Data also showed that the block matches containing non-null characters were initially around 30% of the total captured material, but remained relatively stable, declining by less than 10% over a 30-minute period (Figure 5). The match percent was less than what was observed in the virtual environment as Figure 3 also suggests.

5. Conclusion

MacQuisition, RECON, and OSXPmem were all successful in capturing memory from OSX on Macintosh computers. However, OSXPmem bettered its proprietary counterparts in its size, reliability, and support for memory configurations and versions of the OSX operating system. Volatility and Rekall could use the memory captures from all three tools to obtain artifacts such as FileVault2 encryption keys. Nonetheless, we observed crashes. Ligh et al. (2015) acknowledges that all memory-acquisition tools can cause system crashes since the tool may access a reserved region at the wrong time or interfere with a system-critical function. Interference may be hard to anticipate because of variations between OSX versions and installed hardware.





 

Figure 4  Comparison of Snapshots on a Real Machine over 30 Minutes


Figure 5 Match Percentage Comparison over Time (Purple is RECON, Red is MacQuisition, Green is OSXPmem)

 


Our results showed that size of the memory capture was constant over the tools. Memory dumps were larger than the amount of physical memory (17.99 GiB versus 16 GiB for MacBook Pro was typical) due to reserved regions.

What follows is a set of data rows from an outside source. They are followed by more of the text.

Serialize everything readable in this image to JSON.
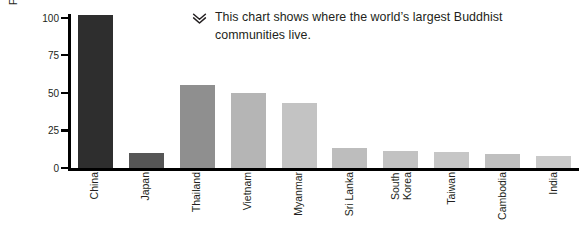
{
  "chart_data": {
    "type": "bar",
    "title": "",
    "xlabel": "",
    "ylabel": "People (millions)",
    "categories": [
      "China",
      "Japan",
      "Thailand",
      "Vietnam",
      "Myanmar",
      "Sri Lanka",
      "South Korea",
      "Taiwan",
      "Cambodia",
      "India"
    ],
    "values": [
      102,
      10,
      55,
      50,
      43,
      13,
      11,
      10.5,
      9.5,
      8
    ],
    "ylim": [
      0,
      105
    ],
    "yticks": [
      0,
      25,
      50,
      75,
      100
    ],
    "ytick_labels": [
      "0",
      "25",
      "50",
      "75",
      "100"
    ],
    "grid": false,
    "legend": null,
    "bar_colors": [
      "#2e2e2e",
      "#565656",
      "#8f8f8f",
      "#b5b5b5",
      "#c3c3c3",
      "#bdbdbd",
      "#c2c2c2",
      "#c6c6c6",
      "#bfbfbf",
      "#c9c9c9"
    ],
    "annotations": [
      {
        "icon": "double-chevron-down-icon",
        "text": "This chart shows where the world’s largest Buddhist communities live."
      }
    ]
  },
  "axes": {
    "y_title": "People (millions)",
    "axis_color": "#000000"
  },
  "colors": {
    "background": "#ffffff",
    "text": "#231f20",
    "axis": "#000000"
  }
}
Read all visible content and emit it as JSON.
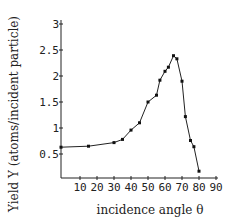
{
  "chart_data": {
    "type": "line",
    "title": "",
    "xlabel": "incidence angle θ",
    "ylabel": "Yield Y (atoms/incident particle)",
    "xlim": [
      0,
      90
    ],
    "ylim": [
      0,
      3
    ],
    "grid": false,
    "legend": null,
    "x_ticks": [
      10,
      20,
      30,
      40,
      50,
      60,
      70,
      80,
      90
    ],
    "x_tick_labels": [
      "10",
      "20",
      "30",
      "40",
      "50",
      "60",
      "70",
      "80",
      "90"
    ],
    "y_ticks": [
      0.5,
      1,
      1.5,
      2,
      2.5,
      3
    ],
    "y_tick_labels": [
      "0.5",
      "1",
      "1.5",
      "2",
      "2.5",
      "3"
    ],
    "series": [
      {
        "name": "Yield",
        "markers": true,
        "x": [
          0,
          15,
          30,
          35,
          40,
          45,
          50,
          55,
          57,
          60,
          62,
          65,
          67,
          70,
          72,
          75,
          77,
          80
        ],
        "y": [
          0.63,
          0.65,
          0.72,
          0.78,
          0.96,
          1.1,
          1.5,
          1.63,
          1.92,
          2.09,
          2.17,
          2.39,
          2.33,
          1.9,
          1.22,
          0.76,
          0.64,
          0.17
        ]
      }
    ]
  }
}
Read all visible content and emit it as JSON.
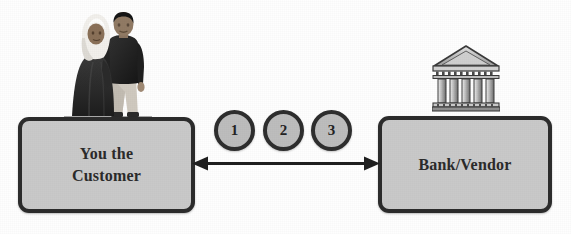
{
  "diagram": {
    "background_color": "#fefefe",
    "nodes": [
      {
        "id": "customer",
        "label": "You the\nCustomer",
        "fill_color": "#c9c9c9",
        "border_color": "#2c2c2c",
        "icon": "two-people-illustration"
      },
      {
        "id": "bank",
        "label": "Bank/Vendor",
        "fill_color": "#c9c9c9",
        "border_color": "#2c2c2c",
        "icon": "bank-building-illustration"
      }
    ],
    "connector": {
      "type": "double-headed-arrow",
      "color": "#1e1e1e",
      "from": "customer",
      "to": "bank"
    },
    "steps": [
      {
        "id": "step-1",
        "label": "1",
        "fill_color": "#bdbdbd",
        "border_color": "#2e2e2e"
      },
      {
        "id": "step-2",
        "label": "2",
        "fill_color": "#bdbdbd",
        "border_color": "#2e2e2e"
      },
      {
        "id": "step-3",
        "label": "3",
        "fill_color": "#bdbdbd",
        "border_color": "#2e2e2e"
      }
    ],
    "icons": {
      "customers": "two-people-illustration",
      "bank": "bank-building-illustration"
    }
  }
}
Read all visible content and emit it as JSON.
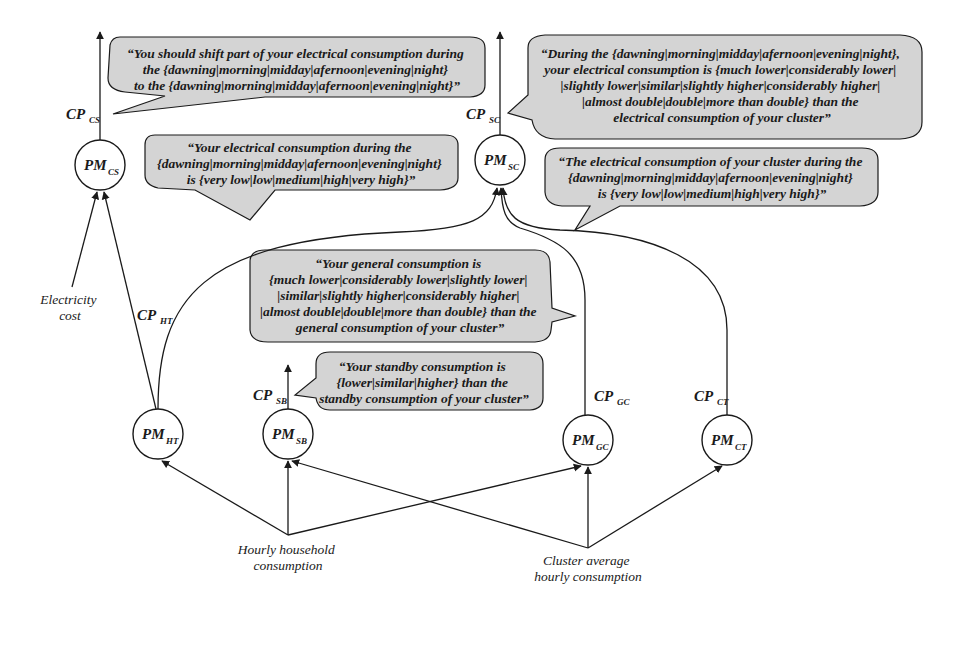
{
  "diagram": {
    "nodes": [
      {
        "id": "PM_CS",
        "main": "PM",
        "sub": "CS"
      },
      {
        "id": "PM_SC",
        "main": "PM",
        "sub": "SC"
      },
      {
        "id": "PM_HT",
        "main": "PM",
        "sub": "HT"
      },
      {
        "id": "PM_SB",
        "main": "PM",
        "sub": "SB"
      },
      {
        "id": "PM_GC",
        "main": "PM",
        "sub": "GC"
      },
      {
        "id": "PM_CT",
        "main": "PM",
        "sub": "CT"
      }
    ],
    "edge_labels": [
      {
        "id": "CP_CS",
        "main": "CP",
        "sub": "CS"
      },
      {
        "id": "CP_SC",
        "main": "CP",
        "sub": "SC"
      },
      {
        "id": "CP_HT",
        "main": "CP",
        "sub": "HT"
      },
      {
        "id": "CP_SB",
        "main": "CP",
        "sub": "SB"
      },
      {
        "id": "CP_GC",
        "main": "CP",
        "sub": "GC"
      },
      {
        "id": "CP_CT",
        "main": "CP",
        "sub": "CT"
      }
    ],
    "inputs": {
      "electricity_cost": [
        "Electricity",
        "cost"
      ],
      "hourly_household": [
        "Hourly household",
        "consumption"
      ],
      "cluster_average": [
        "Cluster average",
        "hourly consumption"
      ]
    },
    "callouts": {
      "shift": [
        "“You should shift part of your electrical consumption during",
        "the {dawning|morning|midday|afernoon|evening|night}",
        "to the {dawning|morning|midday|afernoon|evening|night}”"
      ],
      "own_level": [
        "“Your electrical consumption during the",
        "{dawning|morning|midday|afernoon|evening|night}",
        "is {very low|low|medium|high|very high}”"
      ],
      "compare_cluster": [
        "“During the {dawning|morning|midday|afernoon|evening|night},",
        "your electrical consumption is {much lower|considerably lower|",
        "|slightly lower|similar|slightly higher|considerably higher|",
        "|almost double|double|more than double} than the",
        "electrical consumption of your cluster”"
      ],
      "cluster_level": [
        "“The electrical consumption of your cluster during the",
        "{dawning|morning|midday|afernoon|evening|night}",
        "is {very low|low|medium|high|very high}”"
      ],
      "general": [
        "“Your general consumption is",
        "{much lower|considerably lower|slightly lower|",
        "|similar|slightly higher|considerably higher|",
        "|almost double|double|more than double} than the",
        "general consumption of your cluster”"
      ],
      "standby": [
        "“Your standby consumption is",
        "{lower|similar|higher} than the",
        "standby consumption of your cluster”"
      ]
    },
    "colors": {
      "callout_fill": "#d4d4d4",
      "stroke": "#1a1a1a",
      "background": "#ffffff"
    }
  }
}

Comparison of the virtual-machine snapshots taken over thirty minutes showed that with running only the default processes, memory did not change much. Though significant regions of memory did not match between the tool-acquired dumps and the virtual-machine snapshots, these regions contained nulls in the baseline snapshot. Because of this, our analysis of forensic artifacts using Volatility and Rekall failed to detect any situations in which the non-matching regions corresponded to a loss of forensic evidence.

The experiments with a non-virtual environment showed the memory captures from all three tools appeared similar in the blocks that matched but did not match as well for the blocks containing null characters. The results also agree with the results of our tests in the virtual environment in that the regions of memory that match between comparisons did not change much over time.

Future work will examine in more detail the exact changes in files over time and the discrepancies between different tools. Discrepancies suggest, without having to analyze the operating system, where volatile memory stores key operating-system parameters and links. Future work will also investigate the effects of simultaneously running additional software on the operating-system memory images.

 

 

Acknowledgements

The views expressed are those of the authors and do not represent the U.S. Government.   A shortened version of this paper appeared in the Proceedings of the Ninth EAI International Conference on Digital Forensics and Computer Crime, Prague, Czech Republic, October 2017.